By now, we knew what that meant. All the shelters were filled with wounded, and each of us had to find what protection he could. If the bombs fell near the harbor, there would be an impressive carnage.

We moved toward an old hulk pulled up on the shore, whose tarred timbers might be able to ward off a few blows. We hadn’t quite reached it when the massive crackle of an anti-aircraft barrage burst all around us, fired by our coastal defenses or by one of the warships we had glimpsed earlier. This was my first experience of such a barrage. The falling fragments alone were capable of no small damage.

To the east, the sky was spattered with numberless black spots. The noise of firing was so loud that we couldn’t hear the planes approaching. Finally we saw three of them, flying quite low, parallel to the shore, pursued by the black granules of exploding flak. We heard an explosion to the south, over the water; one of the planes must have been hit. The police had not been exaggerating — not one plane flew over Hela. We felt a wave of confidence and security; finally, the Russians had been stopped.

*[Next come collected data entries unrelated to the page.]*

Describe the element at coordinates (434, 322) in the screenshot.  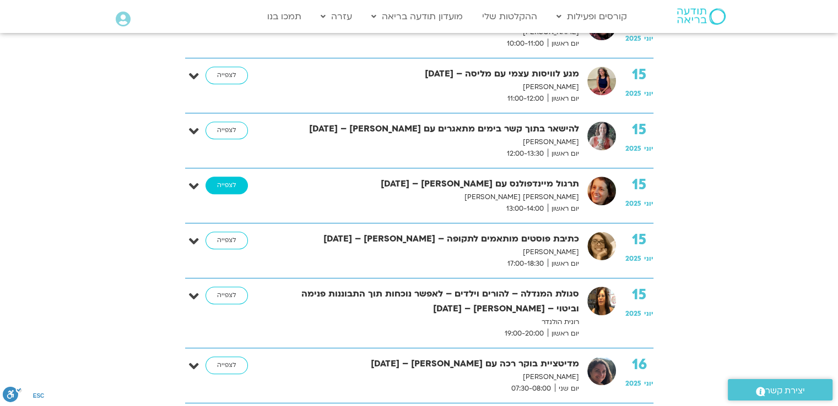
I see `p: רונית הולנדר` at that location.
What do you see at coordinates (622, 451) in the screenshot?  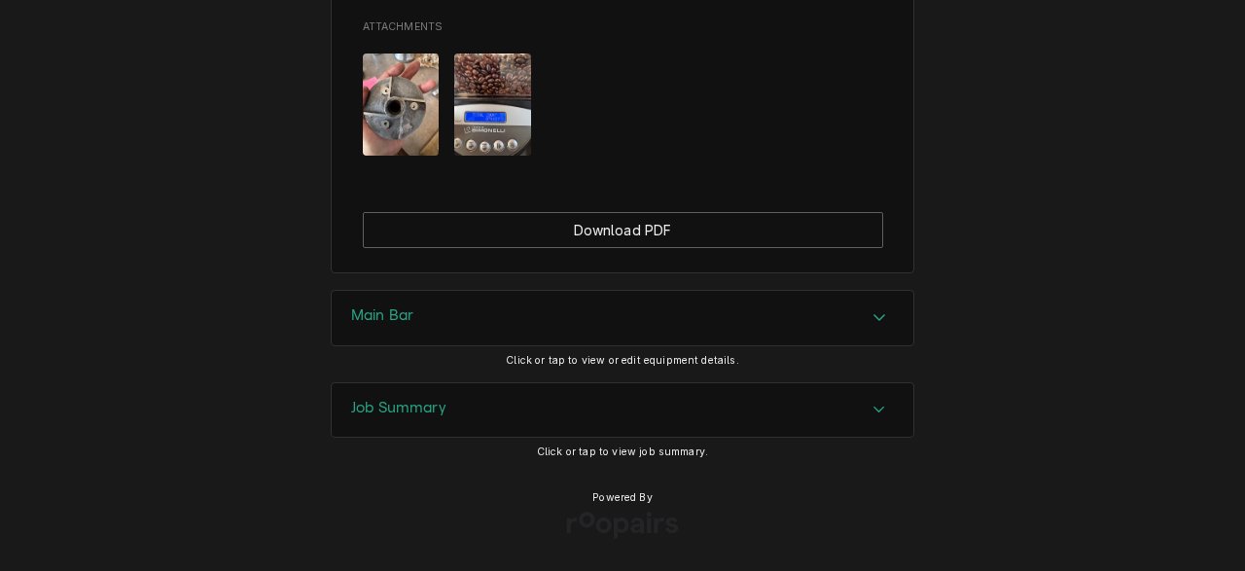 I see `span: Click or tap to view job summary.` at bounding box center [622, 451].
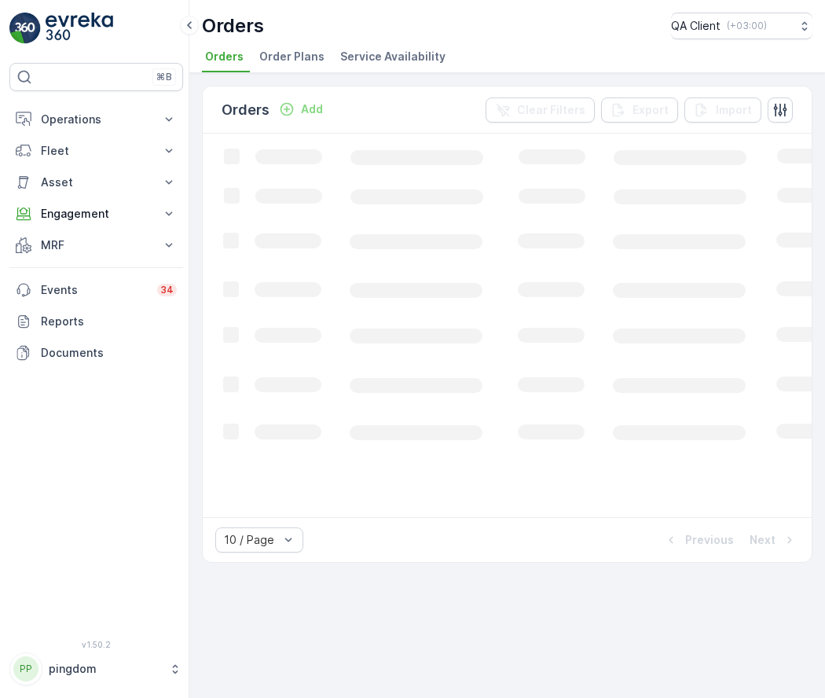 The image size is (825, 698). Describe the element at coordinates (96, 151) in the screenshot. I see `button: Fleet` at that location.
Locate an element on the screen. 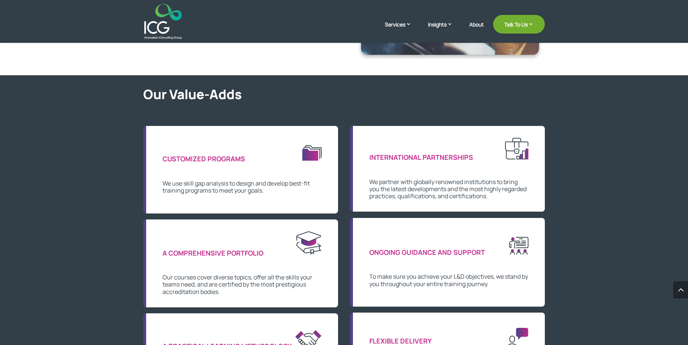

The police came and checked our cards.

“Be back here for embarkation on the 31 of March,” a noncom told us.

“While you’re waiting, you can make yourselves useful north of town.”

We took ourselves off without any questions.

“What is the date today?” Hals asked.

“Wait a minute,” Wollers said. “There’s a calendar in my diary.” He looked through his pocket, but couldn’t find it.

“In any case, we’re not ahead of ourselves.”

“But we ought to know, all the same,” Hals persisted. “I would like to know exactly how much longer we have to wait.”

We finally learned that it was Sunday, the 28th or 29th of March, and that we would have to wait for two days, as I remember: the last two days of the Ost Front , which had consumed so much of our lives.

We spent those two days in the throng of anxious refugees camping out on the narrow Hela peninsula.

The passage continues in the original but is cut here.